Amanda drank the last of her coffee. It was time to leave. Her inner alarm clock had just rung and she needed to go and sort out her mum. Her little interlude was at an end for today, but there was a bright spot in that Bettina Boot had a worthy successor. The queen is dead, long live the king .
Amanda reached to her side for her jacket and her bag.
‘Well, thank you, Ray,’ she said. ‘It was so nice to meet you.’
‘I think I should be the one saying thank you, Amanda.’ His voice seemed to caress her name, it came out as Amenda, slow and savoured, which was a change from how she usually heard it, barked at her with the vowels short.
He saw her to the door. ‘I look forward to seeing you again.’
‘And me too you.’ Which didn’t make any sense and was about par for the course these days.
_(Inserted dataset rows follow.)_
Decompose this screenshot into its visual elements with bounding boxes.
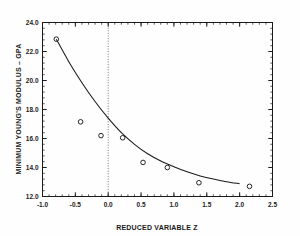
y-tick-label: 24.0 [26, 19, 39, 26]
y-tick-label: 16.0 [26, 135, 39, 142]
y-tick-label: 14.0 [26, 164, 39, 171]
scatter-plot: -1.0-0.50.00.51.01.52.02.5 12.014.016.01… [0, 0, 300, 236]
x-tick-label: 0.5 [137, 201, 146, 208]
x-tick-label: -1.0 [37, 201, 49, 208]
x-tick-label: 1.0 [169, 201, 178, 208]
x-tick-label: 1.5 [202, 201, 211, 208]
y-tick-label: 20.0 [26, 77, 39, 84]
y-axis-title: MINIMUM YOUNG'S MODULUS – GPA [15, 44, 22, 175]
x-tick-label: 2.0 [235, 201, 244, 208]
x-tick-label: 2.5 [268, 201, 277, 208]
y-tick-label: 18.0 [26, 106, 39, 113]
y-tick-label: 22.0 [26, 48, 39, 55]
x-tick-label: -0.5 [70, 201, 82, 208]
x-axis-title: REDUCED VARIABLE Z [116, 224, 198, 231]
x-tick-label: 0.0 [104, 201, 113, 208]
y-tick-label: 12.0 [26, 193, 39, 200]
chart-figure: -1.0-0.50.00.51.01.52.02.5 12.014.016.01… [0, 0, 300, 236]
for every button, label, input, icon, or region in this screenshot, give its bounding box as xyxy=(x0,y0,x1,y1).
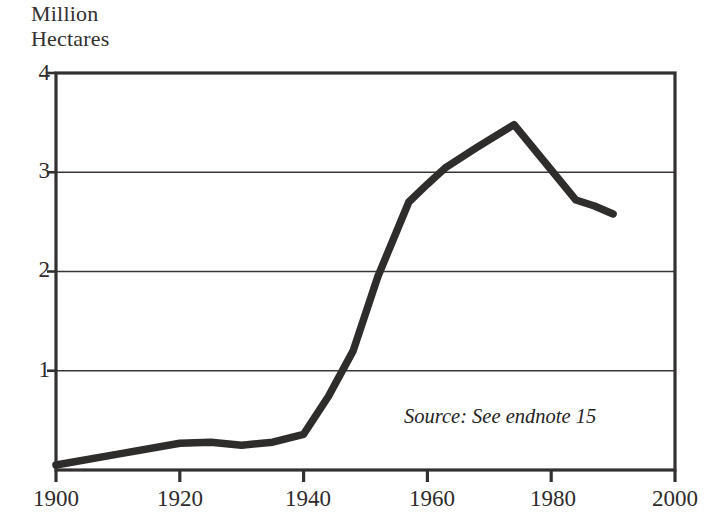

As she headed off to her car, she couldn’t remember the last time a man had said he was looking forward to seeing her again; it made her feel a bit fluttery. Her foot slipped off the accelerator because she wasn’t concentrating enough to place it on properly and she chuckled to herself. One month’s worth of HRT patches and was this her libido coming back? What a wasteland it was going to find itself in if it was.